• Problem to solve
Below are some records; retype all of them exactly.

• Exercise inputs
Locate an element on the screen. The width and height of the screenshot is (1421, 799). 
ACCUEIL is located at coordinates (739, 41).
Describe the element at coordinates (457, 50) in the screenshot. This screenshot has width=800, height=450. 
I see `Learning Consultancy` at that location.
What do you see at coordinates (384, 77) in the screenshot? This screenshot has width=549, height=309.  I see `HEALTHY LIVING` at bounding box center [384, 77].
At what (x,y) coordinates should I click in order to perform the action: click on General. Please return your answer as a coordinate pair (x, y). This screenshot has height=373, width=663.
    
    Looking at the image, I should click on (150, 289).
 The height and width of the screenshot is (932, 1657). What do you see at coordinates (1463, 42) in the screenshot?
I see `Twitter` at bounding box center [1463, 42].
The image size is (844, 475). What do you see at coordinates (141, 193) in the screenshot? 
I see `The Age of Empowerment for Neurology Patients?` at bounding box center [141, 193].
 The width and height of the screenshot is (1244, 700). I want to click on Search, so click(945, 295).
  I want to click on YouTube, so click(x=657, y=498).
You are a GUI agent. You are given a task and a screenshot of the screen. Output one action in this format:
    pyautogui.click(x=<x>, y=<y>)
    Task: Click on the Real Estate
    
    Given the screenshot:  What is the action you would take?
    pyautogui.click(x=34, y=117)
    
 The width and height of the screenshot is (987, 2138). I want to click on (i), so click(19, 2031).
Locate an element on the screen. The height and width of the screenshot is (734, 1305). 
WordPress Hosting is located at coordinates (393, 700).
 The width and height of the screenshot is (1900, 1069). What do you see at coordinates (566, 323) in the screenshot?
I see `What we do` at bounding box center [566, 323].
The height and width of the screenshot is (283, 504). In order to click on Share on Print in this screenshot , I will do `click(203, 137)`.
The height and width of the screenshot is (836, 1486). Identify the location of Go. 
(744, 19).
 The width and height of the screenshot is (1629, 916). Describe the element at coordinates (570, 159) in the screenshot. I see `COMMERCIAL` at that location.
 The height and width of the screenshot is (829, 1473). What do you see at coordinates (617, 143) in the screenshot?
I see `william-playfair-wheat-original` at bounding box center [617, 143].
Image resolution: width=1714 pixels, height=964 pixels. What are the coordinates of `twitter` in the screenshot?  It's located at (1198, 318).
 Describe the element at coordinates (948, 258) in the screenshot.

• Response area
Locate an element on the screen. The width and height of the screenshot is (1421, 799). 
ACCUEIL is located at coordinates (739, 41).
Describe the element at coordinates (457, 50) in the screenshot. This screenshot has width=800, height=450. 
I see `Learning Consultancy` at that location.
What do you see at coordinates (384, 77) in the screenshot? This screenshot has width=549, height=309.  I see `HEALTHY LIVING` at bounding box center [384, 77].
At what (x,y) coordinates should I click in order to perform the action: click on General. Please return your answer as a coordinate pair (x, y). This screenshot has height=373, width=663.
    
    Looking at the image, I should click on (150, 289).
 The height and width of the screenshot is (932, 1657). What do you see at coordinates (1463, 42) in the screenshot?
I see `Twitter` at bounding box center [1463, 42].
The image size is (844, 475). What do you see at coordinates (141, 193) in the screenshot? 
I see `The Age of Empowerment for Neurology Patients?` at bounding box center [141, 193].
 The width and height of the screenshot is (1244, 700). I want to click on Search, so click(945, 295).
  I want to click on YouTube, so click(x=657, y=498).
You are a GUI agent. You are given a task and a screenshot of the screen. Output one action in this format:
    pyautogui.click(x=<x>, y=<y>)
    Task: Click on the Real Estate
    
    Given the screenshot:  What is the action you would take?
    pyautogui.click(x=34, y=117)
    
 The width and height of the screenshot is (987, 2138). I want to click on (i), so click(19, 2031).
Locate an element on the screen. The height and width of the screenshot is (734, 1305). 
WordPress Hosting is located at coordinates (393, 700).
 The width and height of the screenshot is (1900, 1069). What do you see at coordinates (566, 323) in the screenshot?
I see `What we do` at bounding box center [566, 323].
The height and width of the screenshot is (283, 504). In order to click on Share on Print in this screenshot , I will do `click(203, 137)`.
The height and width of the screenshot is (836, 1486). Identify the location of Go. 
(744, 19).
 The width and height of the screenshot is (1629, 916). Describe the element at coordinates (570, 159) in the screenshot. I see `COMMERCIAL` at that location.
 The height and width of the screenshot is (829, 1473). What do you see at coordinates (617, 143) in the screenshot?
I see `william-playfair-wheat-original` at bounding box center [617, 143].
Image resolution: width=1714 pixels, height=964 pixels. What are the coordinates of `twitter` in the screenshot?  It's located at (1198, 318).
 Describe the element at coordinates (948, 258) in the screenshot.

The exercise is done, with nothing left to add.